Brazilian Beef Still Leaves Bad Taste in Brussels
The FVO presented a report to the Agriculture committee which found that 50% of the farms inspected in Brazil in their recent mission had either minor or major faults.
Smith, who has been active on the issue for a number of years, and with colleagues previously exerted successful political pressure on the Commission to ban imports, disagrees with the Report's overall conclusion that the situation in Brazil is adequate, and has backed the call from the Irish Farmers Association for a pre-emptive ban on imports until standards demonstrably improve.
Speaking after the meeting, Smith said:
"It is worth putting the victory the Parliament won on Brazilian beef in context. In 2007, 30,000 Brazilian holdings were authorised to export to the EU, and the EU duly imported 300,000 tonnes of Brazilian beef. Following the consistent pressure from myself and others, the total ban, subsequently replaced with new and tighter rules, saw the number of authorised holdings fall to 100, and the imports fall to 10,000 tonnes.
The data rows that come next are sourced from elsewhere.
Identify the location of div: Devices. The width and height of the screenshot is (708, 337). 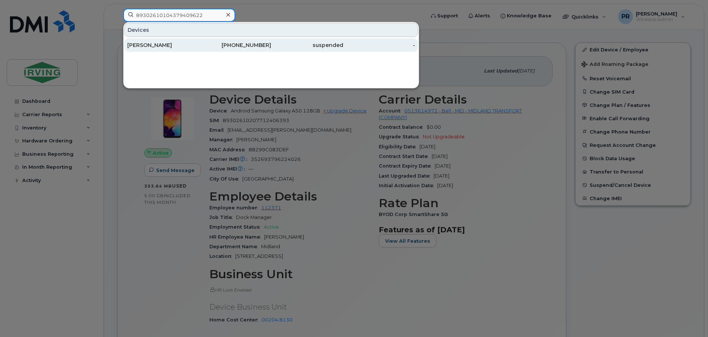
(271, 30).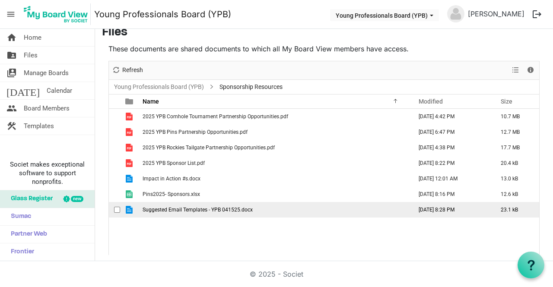 This screenshot has height=287, width=553. I want to click on span: 2025 YPB Cornhole Tournament Partnership Opportunities.pdf, so click(215, 117).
But this has been creeping up, and today some 1,300 holdings are authorised, admittedly only accounting for 1% of Brazil's national herd but given the scale of Brazil still a significant potential for inequity.
"The new rules brought in after the pre-emptive ban are all good on paper, and I have no difficulty with Brazilian beef being imported to the EU so long as it demonstrably matches our standards. However, if the traceability is not watertight then the whole package is called into question, and I am not convinced traceability is watertight.
"The FVO report details the twelve inspections the FVO officials made, unannounced, of authorised Brazilian holdings chosen at random. The findings do not convince me that Brazilian beef has a clean bill of health.Three of the holdings had minor faults in their traceability, and three had major faults, so only half of authorised holdings had a clean bill of health and our consumers deserve better.
"The FVO is of the view that the faults were sufficiently inconsequential to merit the continuing importation of Brazilian beef, but it is clear after today's meeting that I and plenty others are not convinced. I will be continuing to pressure on this issue until it can be proven that Brazil meets our standards."